As for the boy, his nickname came from the one piece of information he knew about his father: he had been a Major in the Second Earth military. Dice never met Benny's mom; he had found the boy living on his own in the ruins of what had been known as Almaty, Kazakhstan. The kid—and before him his mother and a few siblings--managed to eek out an existence alternating between hiding in the nearby, snow-capped mountains and raiding the Blue-infested city for supplies.

At some point eleven years ago a Second Earth drop operation had visited the area and like most drop operations—especially the early ones—it ended in disaster. Dice guessed a certain Major found himself separated from his unit and in the company of groundlings. And while Benny believed the two fell in love at first sight like normal moms and dads do, Dice figured it just as likely the guy raped the poor woman while awaiting a rescue team (they might just send a rescue for a 'Major'). Of course he would never know for sure, and neither would Benny. No point in even floating that thought.

Yet the kid clung to the dream; this romantic notion that a well-groomed officer would some day swoop down in an air ship or come over the hill in an Armored Shrike searching to reclaim his long lost son.

Dice had spent enough time on Blue-ravaged Earth to know happy endings were a rare occurrence on a planet where surviving another day was a tall order. Pure luck had put Dice in the right place to find Benny—'Major'—on one day only a few weeks after a similar helping of good fortune had happened him upon Ishiko's crashed shuttle.

She was the only survivor by the time Dice arrived at the plume of smoke. The others had died either during the uncontrolled landing or in the jaws of attacking Blue (all of whom Ishiko had eventually slaughtered with nothing more than a carbine). True, most of the planet's Blue had disappeared; retreated as if summoned by an order to withdraw. Perhaps those particular Blue didn't get the message.

Dice did get the message, however. He had received it piece by piece.

The first piece came when Yuji and Marlene had come to his neck of the wastelands on that fateful day the summer of 2031. More pieces came when he had found himself stuck between drug runners, goat herders, and Amick Hendar of Second Earth not long after Yuji and Marlene's departure. He had faced himself on those adventures and come to realize that he had to do more than sit in a corner somewhere and watch humanity hover on the brink of extinction. He felt compelled because for every Amick Hendar or crazed Second Earth Nazi there was a Yuji or a Marlene. For every petty warlord like Mr. Mann there was an innocent like Elena trying to carve out a life.

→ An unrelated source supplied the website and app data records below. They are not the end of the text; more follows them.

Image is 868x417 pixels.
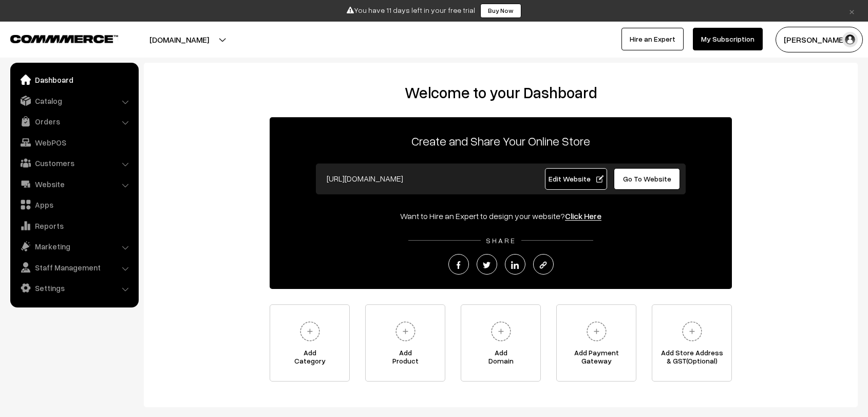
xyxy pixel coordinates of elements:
span: Edit Website [549,174,604,183]
h2: Welcome to your Dashboard [154,83,848,102]
a: Go To Website [614,168,680,190]
a: Reports [13,217,136,235]
p: Create and Share Your Online Store [270,132,732,151]
a: Apps [13,195,136,214]
a: Buy Now [480,4,522,18]
button: [DOMAIN_NAME] [114,27,245,52]
a: Website [13,175,136,193]
a: Customers [13,154,136,172]
span: Add Category [270,349,349,369]
img: plus.svg [678,317,707,346]
a: × [845,5,859,17]
a: Add PaymentGateway [556,304,636,381]
a: Catalog [13,91,136,110]
a: AddCategory [270,304,350,381]
span: Go To Website [624,174,672,183]
div: Want to Hire an Expert to design your website? [270,210,732,222]
img: plus.svg [583,317,611,346]
span: Add Store Address & GST(Optional) [652,349,731,369]
a: Marketing [13,237,136,256]
a: Orders [13,112,136,131]
button: [PERSON_NAME] [776,27,863,52]
a: Hire an Expert [622,28,684,51]
a: WebPOS [13,133,136,152]
a: COMMMERCE [10,32,100,45]
a: AddProduct [365,304,445,381]
span: Add Product [366,349,445,369]
img: COMMMERCE [10,35,118,43]
a: AddDomain [461,304,541,381]
img: plus.svg [487,317,516,346]
a: Dashboard [13,70,136,89]
div: You have 11 days left in your free trial [4,4,865,18]
a: My Subscription [693,28,763,51]
a: Settings [13,278,136,297]
img: plus.svg [392,317,420,346]
span: Add Payment Gateway [557,349,636,369]
a: Click Here [565,211,602,221]
a: Staff Management [13,259,136,276]
img: user [843,32,858,48]
a: Edit Website [545,168,608,190]
a: Add Store Address& GST(Optional) [652,304,732,381]
span: SHARE [481,236,522,245]
span: Add Domain [461,349,540,369]
img: plus.svg [296,317,325,346]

So what could Dice Quaid do to save the human race?

Dice gnawed on that thought while using the heat scope to scan his surroundings. In the distance he saw an animal—maybe a prairie dog or something like that—scurrying between clumps of weeds growing in the cracked pavement of a collapsed highway bridge.

He had once been a soldier and retained those skills. Nina—the only woman he had ever loved and the one who had convinced him to desert—had shared her knowledge of mechanical engineering meaning he could fix his share of machines. He could fight, too, even though he did not really like to. And, as far as Dice felt, he exuded a friendly disposition that made him easy to associate with.

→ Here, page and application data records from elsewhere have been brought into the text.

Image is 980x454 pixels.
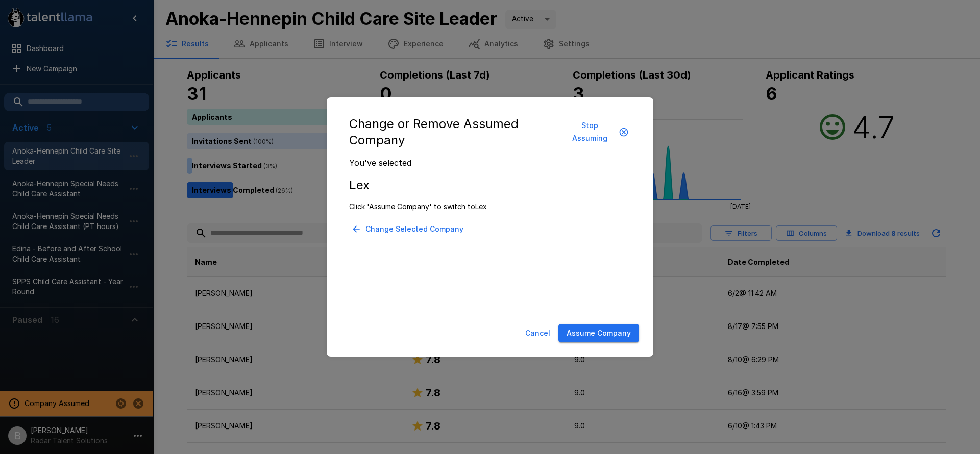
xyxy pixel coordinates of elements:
[349,116,561,148] h5: Change or Remove Assumed Company
[349,201,631,212] p: Click 'Assume Company' to switch to Lex
[349,177,631,194] h5: Lex
[349,157,631,169] p: You've selected
[559,324,639,343] button: Assume Company
[561,116,631,148] button: Stop Assuming
[521,324,554,343] button: Cancel
[349,220,467,239] button: Change Selected Company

Again the question, what could Dice Quaid do to save the human race?

The answer? Exactly what he did nowadays: odd jobs, courier runs, setting up trade deals (as had been the aim on that day), and helping to eradicate Blue (and other nasties) where they might exist (isolated nests and solitary predators remained a threat).

Along the way he made a few enemies but even more friends, both from the ranks of groundlings and from those who had escaped Second Earth (although he always felt nervous around those types).

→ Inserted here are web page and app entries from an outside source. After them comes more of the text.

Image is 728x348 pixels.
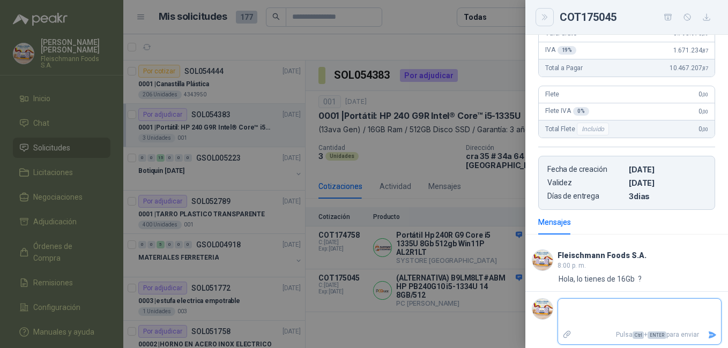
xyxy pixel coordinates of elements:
[558,273,641,285] p: Hola, lo tienes de 16Gb ?
[545,123,611,136] span: Total Flete
[702,126,708,132] span: ,00
[629,178,706,188] p: [DATE]
[545,46,576,55] span: IVA
[538,11,551,24] button: Close
[702,92,708,98] span: ,00
[559,9,715,26] div: COT175045
[557,253,646,259] h3: Fleischmann Foods S.A.
[669,64,708,72] span: 10.467.207
[532,299,553,319] img: Company Logo
[577,123,609,136] div: Incluido
[545,91,559,98] span: Flete
[532,250,553,271] img: Company Logo
[703,326,721,345] button: Enviar
[557,262,586,270] span: 8:00 p. m.
[629,192,706,201] p: 3 dias
[545,64,583,72] span: Total a Pagar
[702,48,708,54] span: ,87
[547,192,624,201] p: Días de entrega
[629,165,706,174] p: [DATE]
[573,107,589,116] div: 0 %
[632,332,644,339] span: Ctrl
[698,125,708,133] span: 0
[547,178,624,188] p: Validez
[547,165,624,174] p: Fecha de creación
[647,332,666,339] span: ENTER
[673,47,708,54] span: 1.671.234
[576,326,704,345] p: Pulsa + para enviar
[702,109,708,115] span: ,00
[558,326,576,345] label: Adjuntar archivos
[702,65,708,71] span: ,87
[545,107,589,116] span: Flete IVA
[557,46,577,55] div: 19 %
[538,217,571,228] div: Mensajes
[698,91,708,98] span: 0
[698,108,708,115] span: 0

So why bother? What was the pay out?

Dice rubbed his chin, trying to find that answer. As he did, he looked at Ishiko, who had slipped into sleep, and then at Major who struggled—unsuccessfully—to keep his eyes open.

Dice Quaid closed his own eyes and there he saw the memory of a familiar face gazing at him through beautiful brown eyes while her auburn hair lay softly on her shoulders.

I do it for you, baby; to make it all mean something.